School Report Cards Can Motivate Students

When the Provost of Miami Edison Senior High School, Dr. Pablo Ortiz, interrupted seventh period over the public address system, everyone knew something big was happening:

“Teachers, apologies for interrupting your class. Beginning with the third floor, please bring your students to the auditorium immediately.”

There was collective groan from the teachers in the building, and shouts of joy from the students. Calling the entire student body to the auditorium usually amounted to a recipe for disaster; students fought, played loud music and danced in ways that would make your grandmother faint. They generally ignored anyone speaking to them over the sound system.

My seventh period class quickly dispersed into the madness once they got to the auditorium. Teachers stood meekly to the side, observing the spectacle. Ortiz—a short, well-dressed man with a Danny Zuko penchant for hair gel—grinned in the center of the basketball court, beaming at the students tromping on the bleachers.

“Sit down, sit down,” he commanded. A few students took their seats.

“I have big news,” he continued. “Today, we got the results of the 2010 FCAT, and our school grade for the 2010-2011 school year.”

Miami Edison Senior High School has a predominantly Haitian-American student body, and was named an F or a D school each year from 1998 until 2009. This was October of 2011, and administration, teachers, and students were awaiting the results of the 2010 Florida Comprehensive Assessment Test (FCAT), which was the largest indicator of our school grade.

Hearing the seriousness in Ortiz’s voice, more students took their seats, looking at him with trepid curiosity.

“We haven’t always been respected,” he said. “Miami Edison has had its fair share of doubters. Today, we show all of them that we defy gravity,” a reference to our school’s motto, taken from the musical Wicked. It was the closest any of my students had come to Broadway.

All of the students were seated now, hanging onto Ortiz’s next words. “For the first time in over ten years,” Ortiz continued, his voice shaking, “Miami Edison is a C school!”

The auditorium erupted in cheers. Students were hugging, teaching were crying, and the auditorium overflowed with the only collective feeling of accomplishment the school had seen in over a decade.

Ortiz didn’t stop there. He made it clear that this was only a mid-point in Edison’s eventual comeback as the most closely watched turn-around school in Florida. And he was right. The students, receiving positive feedback in an academic setting for one of the few times in many of their lives, were bolstered to do even better.

Angel Norris, inspired by the new school grade, created the I.M.A.G.E. program (Inspiration and Motivation Achieving Goals at Edison), which sent students from Edison to tutor local middle-school students in Edison’s feeder pattern. Cierra Howard started the Wonder Women program, an after-school support group designed to discuss women’s issues. And teachers suddenly had something to which they could boldly refer in class: “Get your head up and get it together, we don’t want to be an F again, right?”

The next year, Miami Edison was named an A school.

School grades can motivate students and teachers alike to achieve. And the grading system in New York City does just that: promote progress. The grading system, which is broken down by student progress (60%), student performance (25%), and school environment (15%), is a universally understood method to understand a school’s ability to achieve and grow.

The New York Times agrees that although it may not be perfect, the grading system has allowed low-performing schools to more accurately determine where their challenges lie. Data show that over the last two years, nearly 80 percent of the lowest-performing schools improved their ratings after receiving help in the areas in which they were weak.

Student achievement should be the most closely observed metric, and student progress should be happening at every level. Some critics may argue that well-performing schools that simply maintain their performance are penalized, as 60% of the grade is dependent on student progress. But why shouldn’t well-performing schools push their students to do even better? That’s what happened at Edison. We got to a C, and that C pushed us to an A. The next year, we were determined to stay on top by ensuring our students were receiving an even more exemplary and rigorous education—slipping wasn’t an option.

Sure, student progress and performance can be measured in more ways than one. It would certainly benefit the DeBlasio administration to consider how elementary and middle schools, especially, can measure social skills like empathy, teamwork, and curiosity. But skills in mathematics, science, and—most importantly—literacy, must not be thrown out with the grading system.

If teachers and students are so afraid of failing, maybe they should try defying gravity.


Task directions –
Your output should be each line from the material below that has the word "middle".

Data –
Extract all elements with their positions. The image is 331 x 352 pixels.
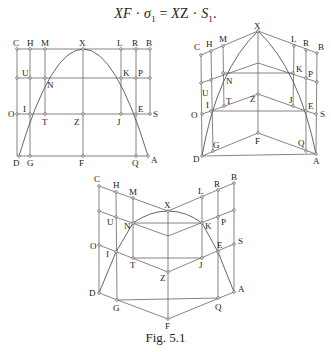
- label-l: L: [291, 34, 297, 44]
- label-c: C: [194, 42, 200, 52]
- label-m: M: [129, 187, 137, 197]
- label-h: H: [27, 38, 34, 48]
- label-e: E: [308, 101, 314, 111]
- label-g: G: [213, 140, 220, 150]
- label-d: D: [89, 288, 96, 298]
- diagram-folded-up: C H M X L R B U N K P O I T Z J E S D G …: [191, 21, 325, 166]
- label-f: F: [255, 136, 260, 146]
- label-q: Q: [215, 302, 222, 312]
- figure-caption: Fig. 5.1: [0, 330, 331, 346]
- label-g: G: [27, 158, 34, 168]
- label-u: U: [107, 217, 114, 227]
- label-j: J: [199, 260, 203, 270]
- label-m: M: [41, 38, 49, 48]
- label-n: N: [226, 76, 233, 86]
- label-x: X: [164, 200, 171, 210]
- label-d: D: [193, 154, 200, 164]
- label-r: R: [214, 179, 220, 189]
- label-s: S: [153, 109, 158, 119]
- label-z: Z: [250, 94, 256, 104]
- label-i: I: [106, 249, 109, 259]
- label-e: E: [138, 104, 144, 114]
- label-q: Q: [132, 158, 139, 168]
- label-t: T: [226, 96, 232, 106]
- label-k: K: [123, 68, 130, 78]
- label-a: A: [238, 284, 245, 294]
- label-i: I: [206, 100, 209, 110]
- label-k: K: [205, 221, 212, 231]
- label-b: B: [231, 172, 237, 182]
- label-g: G: [113, 303, 120, 313]
- label-h: H: [206, 39, 213, 49]
- label-p: P: [138, 68, 143, 78]
- label-d: D: [13, 158, 20, 168]
- label-p: P: [221, 217, 226, 227]
- label-p: P: [308, 69, 313, 79]
- label-a: A: [151, 155, 158, 165]
- label-u: U: [202, 88, 209, 98]
- label-x: X: [79, 38, 86, 48]
- label-z: Z: [74, 117, 80, 127]
- label-o: O: [191, 110, 198, 120]
- label-t: T: [42, 117, 48, 127]
- label-n: N: [124, 221, 131, 231]
- label-m: M: [219, 34, 227, 44]
- label-j: J: [289, 95, 293, 105]
- label-u: U: [22, 68, 29, 78]
- label-j: J: [117, 117, 121, 127]
- label-x: X: [254, 21, 261, 31]
- label-l: L: [198, 186, 204, 196]
- label-z: Z: [160, 273, 166, 283]
- label-n: N: [47, 80, 54, 90]
- label-l: L: [117, 38, 123, 48]
- diagram-flat: C H M X L R B U N K P O I T Z J E S D G …: [8, 38, 158, 168]
- label-c: C: [13, 38, 19, 48]
- label-h: H: [113, 180, 120, 190]
- label-i: I: [23, 104, 26, 114]
- label-b: B: [318, 42, 324, 52]
- label-r: R: [303, 38, 309, 48]
- diagram-folded-down: C H M X L R B U N K P O I T Z J E S D G …: [89, 172, 245, 331]
- label-o: O: [90, 241, 97, 251]
- label-s: S: [238, 236, 243, 246]
- label-t: T: [130, 260, 136, 270]
- label-f: F: [79, 158, 84, 168]
- label-q: Q: [298, 138, 305, 148]
- label-k: K: [296, 64, 303, 74]
- figure-5-1: C H M X L R B U N K P O I T Z J E S D G …: [0, 0, 331, 352]
- label-e: E: [217, 240, 223, 250]
- label-o: O: [8, 109, 15, 119]
- label-s: S: [320, 109, 325, 119]
- label-b: B: [146, 38, 152, 48]
- label-r: R: [132, 38, 138, 48]
- label-c: C: [94, 174, 100, 184]
- label-a: A: [313, 156, 320, 166]
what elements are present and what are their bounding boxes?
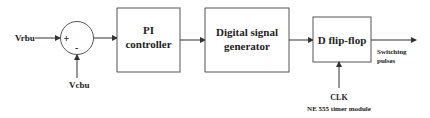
plus-sign: +	[64, 33, 70, 44]
clock-label: CLK	[330, 93, 348, 102]
clock-source-label: NE 555 timer module	[307, 105, 371, 113]
flip-flop-label: D flip-flop	[318, 34, 367, 46]
vcbu-label: Vcbu	[69, 80, 90, 90]
signal-generator-title: Digital signal	[216, 26, 278, 38]
output-label-line1: Switching	[377, 48, 407, 56]
signal-generator-subtitle: generator	[224, 40, 270, 52]
output-label-line2: pulses	[377, 57, 396, 65]
minus-sign: -	[75, 42, 78, 53]
block-diagram: Vrbu + - Vcbu PI controller Digital sign…	[0, 0, 430, 118]
pi-controller-title: PI	[143, 24, 154, 36]
diagram-canvas: Vrbu + - Vcbu PI controller Digital sign…	[0, 0, 430, 118]
pi-controller-subtitle: controller	[125, 38, 171, 50]
vrbu-label: Vrbu	[15, 33, 35, 43]
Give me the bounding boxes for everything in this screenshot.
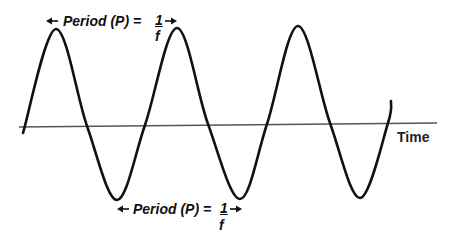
sine-wave — [23, 26, 391, 200]
time-axis — [19, 123, 437, 127]
bottom-period-denominator: f — [219, 218, 224, 232]
sine-wave-diagram: Period (P) = 1 f Period (P) = 1 f Time — [0, 0, 457, 238]
bottom-period-numerator: 1 — [220, 201, 228, 215]
top-period-label: Period (P) = — [63, 14, 141, 28]
wave-canvas — [0, 0, 457, 238]
bottom-period-label: Period (P) = — [133, 202, 211, 216]
time-axis-label: Time — [397, 130, 429, 144]
top-period-denominator: f — [155, 29, 160, 43]
top-period-numerator: 1 — [155, 13, 163, 27]
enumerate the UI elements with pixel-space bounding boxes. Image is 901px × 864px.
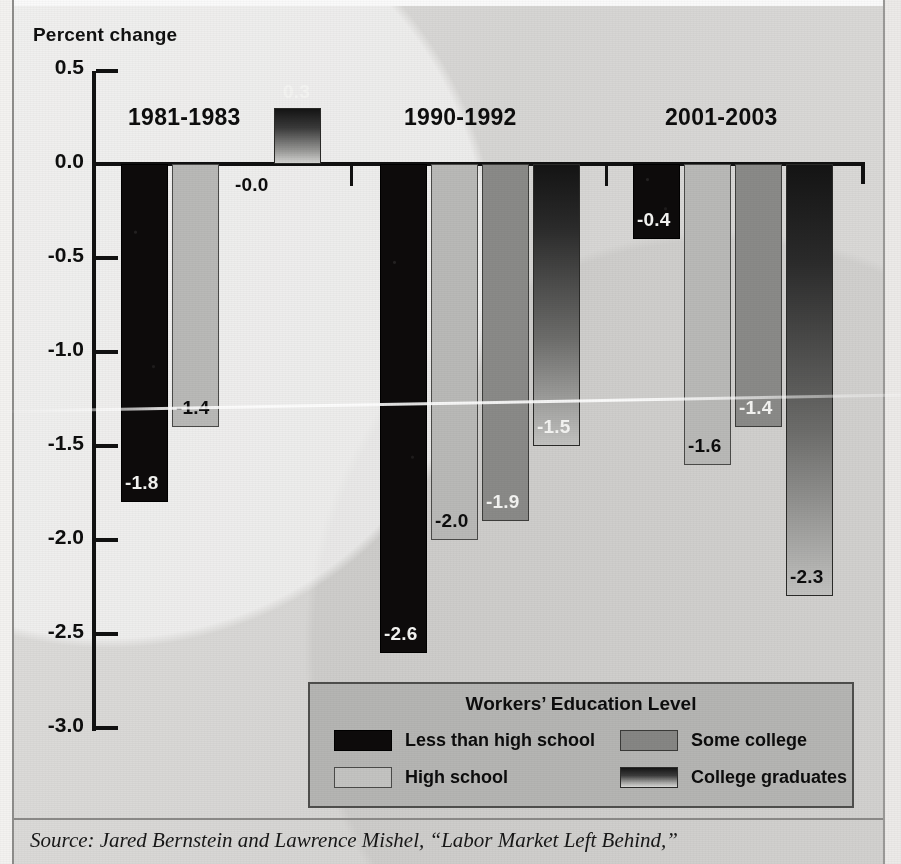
light-gray-swatch-icon xyxy=(334,767,392,788)
bar-0-0 xyxy=(121,164,168,502)
legend: Workers’ Education Level Less than high … xyxy=(308,682,854,808)
y-tick xyxy=(96,632,118,636)
legend-label: Some college xyxy=(691,730,807,751)
y-tick-label: -1.5 xyxy=(8,431,84,455)
bar-value-label: -0.0 xyxy=(235,174,269,196)
source-note: Source: Jared Bernstein and Lawrence Mis… xyxy=(30,828,678,853)
bar-1-1 xyxy=(431,164,478,540)
bar-value-label: -1.9 xyxy=(486,491,520,513)
legend-item-high-school[interactable]: High school xyxy=(334,767,508,788)
medium-gray-swatch-icon xyxy=(620,730,678,751)
y-tick xyxy=(96,444,118,448)
y-tick xyxy=(96,162,118,166)
bar-2-2 xyxy=(735,164,782,427)
legend-item-less-than-high-school[interactable]: Less than high school xyxy=(334,730,595,751)
x-axis-end-tick xyxy=(861,162,865,184)
bar-1-3 xyxy=(533,164,580,446)
bar-value-label: -2.6 xyxy=(384,623,418,645)
y-tick xyxy=(96,350,118,354)
y-tick xyxy=(96,538,118,542)
y-tick-label: 0.5 xyxy=(8,55,84,79)
bar-value-label: -1.4 xyxy=(739,397,773,419)
legend-item-some-college[interactable]: Some college xyxy=(620,730,807,751)
y-tick-label: -0.5 xyxy=(8,243,84,267)
bar-2-1 xyxy=(684,164,731,465)
legend-label: High school xyxy=(405,767,508,788)
y-tick-label: -1.0 xyxy=(8,337,84,361)
y-tick-label: -2.0 xyxy=(8,525,84,549)
bar-value-label: -1.8 xyxy=(125,472,159,494)
bar-0-3 xyxy=(274,108,321,164)
bar-value-label: -1.6 xyxy=(688,435,722,457)
black-swatch-icon xyxy=(334,730,392,751)
y-tick xyxy=(96,256,118,260)
bar-value-label: -1.5 xyxy=(537,416,571,438)
group-separator-tick xyxy=(350,166,353,186)
bar-value-label: -1.4 xyxy=(176,397,210,419)
bar-1-0 xyxy=(380,164,427,653)
bar-value-label: 0.3 xyxy=(283,81,310,103)
legend-label: Less than high school xyxy=(405,730,595,751)
bar-value-label: -2.0 xyxy=(435,510,469,532)
legend-item-college-graduates[interactable]: College graduates xyxy=(620,767,847,788)
bar-0-1 xyxy=(172,164,219,427)
y-tick-label: -3.0 xyxy=(8,713,84,737)
bar-value-label: -0.4 xyxy=(637,209,671,231)
group-label: 1981-1983 xyxy=(128,104,241,131)
y-tick xyxy=(96,726,118,730)
legend-title: Workers’ Education Level xyxy=(310,693,852,715)
group-label: 2001-2003 xyxy=(665,104,778,131)
gradient-swatch-icon xyxy=(620,767,678,788)
bar-2-3 xyxy=(786,164,833,596)
y-tick-label: 0.0 xyxy=(8,149,84,173)
bar-value-label: -2.3 xyxy=(790,566,824,588)
group-label: 1990-1992 xyxy=(404,104,517,131)
group-separator-tick xyxy=(605,166,608,186)
chart-page: Percent change 0.50.0-0.5-1.0-1.5-2.0-2.… xyxy=(0,0,901,864)
y-tick-label: -2.5 xyxy=(8,619,84,643)
y-tick-top xyxy=(96,69,118,73)
bar-1-2 xyxy=(482,164,529,521)
legend-label: College graduates xyxy=(691,767,847,788)
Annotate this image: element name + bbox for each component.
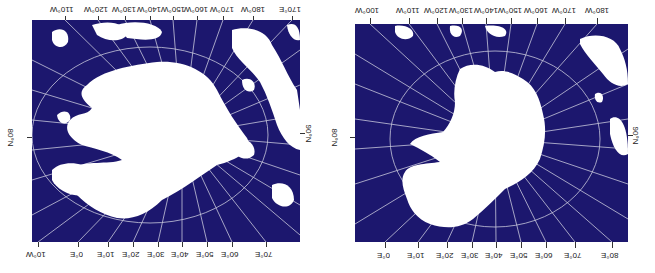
right-map-top-label: 100°W bbox=[355, 6, 379, 15]
tick bbox=[253, 16, 254, 20]
tick bbox=[182, 242, 183, 247]
right-map-bottom-label: 70°E bbox=[564, 251, 581, 260]
right-map-bottom-label: 30°E bbox=[461, 251, 478, 260]
left-map-bottom-label: 50°E bbox=[196, 250, 213, 259]
tick bbox=[78, 242, 79, 247]
tick bbox=[472, 242, 473, 248]
right-map-top-label: 170°W bbox=[552, 6, 576, 15]
right-map-bottom-label: 60°E bbox=[535, 251, 552, 260]
right-map-top-label: 140°W bbox=[474, 6, 498, 15]
tick bbox=[38, 242, 39, 247]
left-map-top-label: 140°W bbox=[137, 5, 161, 14]
right-map-bottom-label: 20°E bbox=[436, 251, 453, 260]
right-map-bottom-label: 0°E bbox=[377, 251, 390, 260]
tick bbox=[385, 242, 386, 248]
tick bbox=[150, 16, 151, 20]
right-map-left-label: 80°N bbox=[330, 129, 339, 147]
tick bbox=[125, 16, 126, 20]
right-map-top-label: 110°W bbox=[396, 6, 420, 15]
tick bbox=[597, 18, 598, 24]
tick bbox=[197, 16, 198, 20]
right-map-top-label: 120°W bbox=[424, 6, 448, 15]
left-map-bottom-label: 10°W bbox=[26, 250, 46, 259]
right-map-graphic bbox=[355, 24, 628, 242]
right-map-panel bbox=[355, 24, 628, 242]
left-map-bottom-label: 70°E bbox=[255, 250, 272, 259]
right-map-bottom-label: 10°E bbox=[407, 251, 424, 260]
left-map-graphic bbox=[32, 20, 300, 242]
tick bbox=[370, 18, 371, 24]
tick bbox=[418, 242, 419, 248]
tick bbox=[350, 137, 355, 138]
left-map-bottom-label: 10°E bbox=[97, 250, 114, 259]
tick bbox=[462, 18, 463, 24]
tick bbox=[496, 242, 497, 248]
tick bbox=[612, 242, 613, 248]
left-map-top-label: 110°W bbox=[50, 5, 74, 14]
tick bbox=[565, 18, 566, 24]
tick bbox=[409, 18, 410, 24]
left-map-bottom-label: 20°E bbox=[122, 250, 139, 259]
left-map-top-label: 170°E bbox=[279, 5, 301, 14]
left-map-panel bbox=[32, 20, 300, 242]
tick bbox=[133, 242, 134, 247]
tick bbox=[223, 16, 224, 20]
left-map-top-label: 150°W bbox=[161, 5, 185, 14]
left-map-top-label: 120°W bbox=[84, 5, 108, 14]
left-map-top-label: 130°W bbox=[112, 5, 136, 14]
right-map-bottom-label: 40°E bbox=[485, 251, 502, 260]
right-map-right-label: 90°N bbox=[631, 127, 640, 145]
tick bbox=[537, 18, 538, 24]
left-map-top-label: 170°W bbox=[210, 5, 234, 14]
tick bbox=[158, 242, 159, 247]
tick bbox=[575, 242, 576, 248]
left-map-right-label: 90°N bbox=[304, 125, 313, 143]
tick bbox=[292, 16, 293, 20]
left-map-bottom-label: 30°E bbox=[147, 250, 164, 259]
tick bbox=[447, 242, 448, 248]
right-map-top-label: 180°W bbox=[585, 6, 609, 15]
tick bbox=[437, 18, 438, 24]
left-map-bottom-label: 60°E bbox=[221, 250, 238, 259]
tick bbox=[173, 16, 174, 20]
left-map-top-label: 160°W bbox=[184, 5, 208, 14]
right-map-top-label: 160°W bbox=[524, 6, 548, 15]
tick bbox=[98, 16, 99, 20]
tick bbox=[232, 242, 233, 247]
tick bbox=[486, 18, 487, 24]
tick bbox=[108, 242, 109, 247]
tick bbox=[511, 18, 512, 24]
tick bbox=[27, 137, 32, 138]
tick bbox=[266, 242, 267, 247]
left-map-left-label: 80°N bbox=[6, 129, 15, 147]
left-map-top-label: 180°W bbox=[241, 5, 265, 14]
right-map-bottom-label: 80°E bbox=[601, 251, 618, 260]
left-map-bottom-label: 40°E bbox=[171, 250, 188, 259]
right-map-top-label: 130°W bbox=[449, 6, 473, 15]
left-map-bottom-label: 0°E bbox=[70, 250, 83, 259]
tick bbox=[546, 242, 547, 248]
tick bbox=[521, 242, 522, 248]
right-map-bottom-label: 50°E bbox=[510, 251, 527, 260]
tick bbox=[65, 16, 66, 20]
right-map-top-label: 150°W bbox=[498, 6, 522, 15]
tick bbox=[207, 242, 208, 247]
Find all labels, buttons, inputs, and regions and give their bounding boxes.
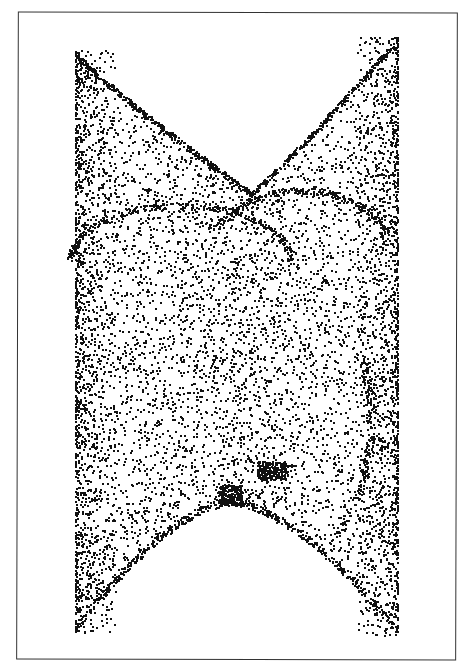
scatter-plot-canvas xyxy=(0,0,465,670)
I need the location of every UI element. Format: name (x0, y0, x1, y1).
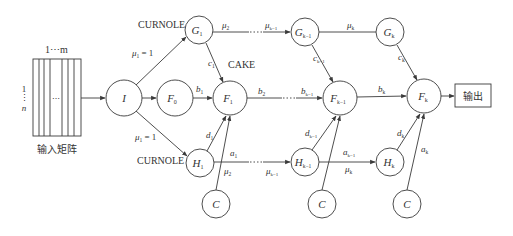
output-label: 输出 (463, 90, 483, 102)
label-mu2-top: μ2 (221, 20, 230, 31)
edge-Gk-Fk (397, 45, 417, 80)
label-b1: b1 (196, 84, 204, 95)
node-G1-label: G1 (192, 24, 203, 37)
node-Fk-label: Fk (417, 90, 428, 103)
edge-Fk-1-Fk (357, 96, 406, 97)
node-Fk-1 (323, 81, 357, 115)
label-ak: ak (421, 144, 429, 155)
label-mu1-top: μ1 = 1 (131, 48, 153, 59)
node-F1-label: F1 (222, 92, 233, 105)
edge-C2-Fk-1 (322, 116, 340, 190)
label-muk-bottom: μk (344, 164, 353, 175)
node-Hk-1-label: Hk−1 (294, 156, 312, 169)
label-muk-top: μk (346, 20, 355, 31)
label-bk-1: bk−1 (301, 86, 314, 97)
node-H1-label: H1 (192, 157, 204, 170)
label-a1: a1 (230, 148, 238, 159)
node-F0 (157, 80, 193, 116)
node-C2-label: C (318, 198, 326, 210)
neural-network-diagram: 1⋯m 1 ⋮ n ⋯ 输入矩阵 CURNOLE CURNOLE CAKE I … (0, 0, 513, 236)
matrix-caption: 输入矩阵 (37, 143, 77, 155)
label-c1: c1 (208, 58, 215, 69)
node-Gk-label: Gk (384, 26, 395, 39)
node-F1 (213, 81, 247, 115)
edge-Hk-1-Fk-1 (312, 116, 336, 150)
node-Fk-1-label: Fk−1 (329, 92, 346, 105)
label-b2: b2 (258, 86, 266, 97)
node-input-label: I (121, 92, 127, 104)
node-Hk-label: Hk (383, 156, 395, 169)
label-mu2-bottom: μ2 (223, 166, 232, 177)
node-C1-label: C (212, 198, 220, 210)
label-bk: bk (378, 84, 386, 95)
label-mu1-bottom: μ1 = 1 (134, 132, 156, 143)
label-ak-1: ak−1 (343, 147, 356, 158)
label-dk-1: dk−1 (305, 128, 318, 139)
matrix-rows-bottom: n (22, 103, 27, 113)
matrix-rows-dots: ⋮ (20, 93, 29, 103)
curnole-bottom-label: CURNOLE (137, 155, 184, 166)
edge-I-G1 (136, 37, 186, 85)
label-ck: ck (398, 52, 405, 63)
matrix-columns-label: 1⋯m (45, 44, 68, 55)
label-d1: d1 (206, 130, 214, 141)
node-Gk-1-label: Gk−1 (295, 26, 312, 39)
cake-label: CAKE (228, 59, 255, 70)
label-dk: dk (397, 128, 405, 139)
curnole-top-label: CURNOLE (138, 19, 185, 30)
edge-C1-F1 (216, 116, 230, 190)
matrix-inner-dots: ⋯ (52, 94, 60, 103)
node-C3-label: C (403, 198, 411, 210)
label-muk1-bottom: μk−1 (265, 166, 279, 177)
label-muk1-top: μk−1 (264, 20, 278, 31)
label-ck-1: ck−1 (313, 53, 325, 64)
node-F0-label: F0 (166, 92, 177, 105)
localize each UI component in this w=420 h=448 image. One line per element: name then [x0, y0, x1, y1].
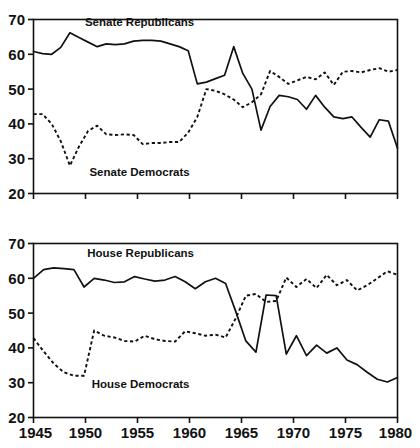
- x-tick-label-house-1955: 1955: [121, 424, 154, 441]
- x-tick-label-house-1950: 1950: [69, 424, 102, 441]
- y-tick-label-senate-70: 70: [8, 11, 25, 28]
- x-tick-label-house-1960: 1960: [173, 424, 206, 441]
- series-label-senate-republicans: Senate Republicans: [85, 16, 194, 28]
- y-tick-label-house-40: 40: [8, 339, 25, 356]
- x-tick-label-house-1965: 1965: [225, 424, 258, 441]
- y-tick-label-house-30: 30: [8, 374, 25, 391]
- x-tick-label-house-1970: 1970: [277, 424, 310, 441]
- series-label-house-democrats: House Democrats: [92, 378, 190, 390]
- y-tick-label-senate-30: 30: [8, 150, 25, 167]
- chart-background: [0, 0, 420, 448]
- two-panel-line-chart: 203040506070Senate RepublicansSenate Dem…: [0, 0, 420, 448]
- series-label-senate-democrats: Senate Democrats: [89, 166, 189, 178]
- x-tick-label-house-1945: 1945: [19, 424, 52, 441]
- series-label-house-republicans: House Republicans: [87, 247, 194, 259]
- y-tick-label-senate-40: 40: [8, 115, 25, 132]
- y-tick-label-senate-20: 20: [8, 185, 25, 202]
- y-tick-label-house-60: 60: [8, 270, 25, 287]
- x-tick-label-house-1980: 1980: [379, 424, 412, 441]
- y-tick-label-senate-60: 60: [8, 46, 25, 63]
- figure-container: 203040506070Senate RepublicansSenate Dem…: [0, 0, 420, 448]
- y-tick-label-house-70: 70: [8, 235, 25, 252]
- y-tick-label-senate-50: 50: [8, 81, 25, 98]
- y-tick-label-house-50: 50: [8, 305, 25, 322]
- x-tick-label-house-1975: 1975: [329, 424, 362, 441]
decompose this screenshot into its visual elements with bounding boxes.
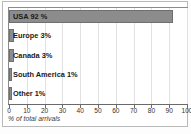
x-tick-label: 30 <box>59 107 66 114</box>
bar-label: USA 92 % <box>13 10 47 23</box>
bar-row: Canada 3% <box>9 48 187 67</box>
bar <box>9 87 12 100</box>
x-tick-label: 90 <box>166 107 173 114</box>
x-tick-label: 100 <box>181 107 191 114</box>
bar-row: USA 92 % <box>9 9 187 28</box>
x-tick-label: 50 <box>94 107 101 114</box>
bar-row: South America 1% <box>9 67 187 86</box>
figure-frame: USA 92 %Europe 3%Canada 3%South America … <box>2 1 188 127</box>
bar-row: Other 1% <box>9 86 187 105</box>
gridline <box>187 8 188 104</box>
x-tick-label: 10 <box>23 107 30 114</box>
bar-series: USA 92 %Europe 3%Canada 3%South America … <box>9 8 187 104</box>
bar-label: Other 1% <box>13 87 45 100</box>
x-tick-label: 0 <box>7 107 11 114</box>
plot-area: USA 92 %Europe 3%Canada 3%South America … <box>8 7 188 105</box>
x-tick-label: 40 <box>77 107 84 114</box>
x-tick-label: 60 <box>112 107 119 114</box>
bar-label: South America 1% <box>13 68 78 81</box>
bar <box>9 68 12 81</box>
x-axis-title: % of total arrivals <box>8 115 60 122</box>
bar-label: Canada 3% <box>13 49 52 62</box>
bar-label: Europe 3% <box>13 29 51 42</box>
bar-row: Europe 3% <box>9 28 187 47</box>
chart-figure: USA 92 %Europe 3%Canada 3%South America … <box>0 0 191 134</box>
x-tick-label: 80 <box>148 107 155 114</box>
x-tick-label: 20 <box>41 107 48 114</box>
x-tick-label: 70 <box>130 107 137 114</box>
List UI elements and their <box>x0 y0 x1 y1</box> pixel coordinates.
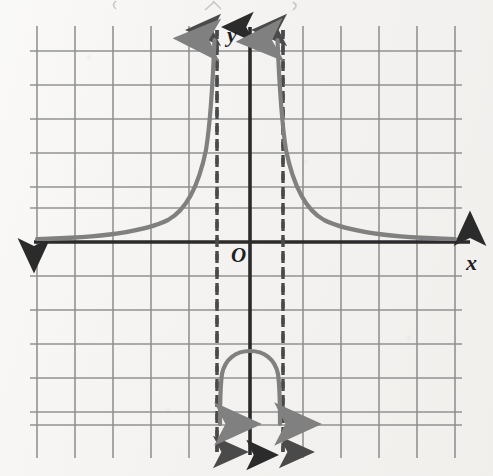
curve-right-branch <box>278 40 456 239</box>
curve-middle-branch-left-side <box>220 351 250 424</box>
origin-label: O <box>231 245 246 266</box>
curve-middle-branch-right-side <box>250 351 280 424</box>
curve-left-branch <box>37 40 215 239</box>
graph-figure: y x O <box>0 0 493 476</box>
coordinate-plane <box>0 0 493 476</box>
y-axis-label: y <box>227 24 237 46</box>
x-axis-label: x <box>466 252 477 274</box>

Task solution –
curve-middle-branch-left-side <box>220 351 250 424</box>
curve-middle-branch-right-side <box>250 351 280 424</box>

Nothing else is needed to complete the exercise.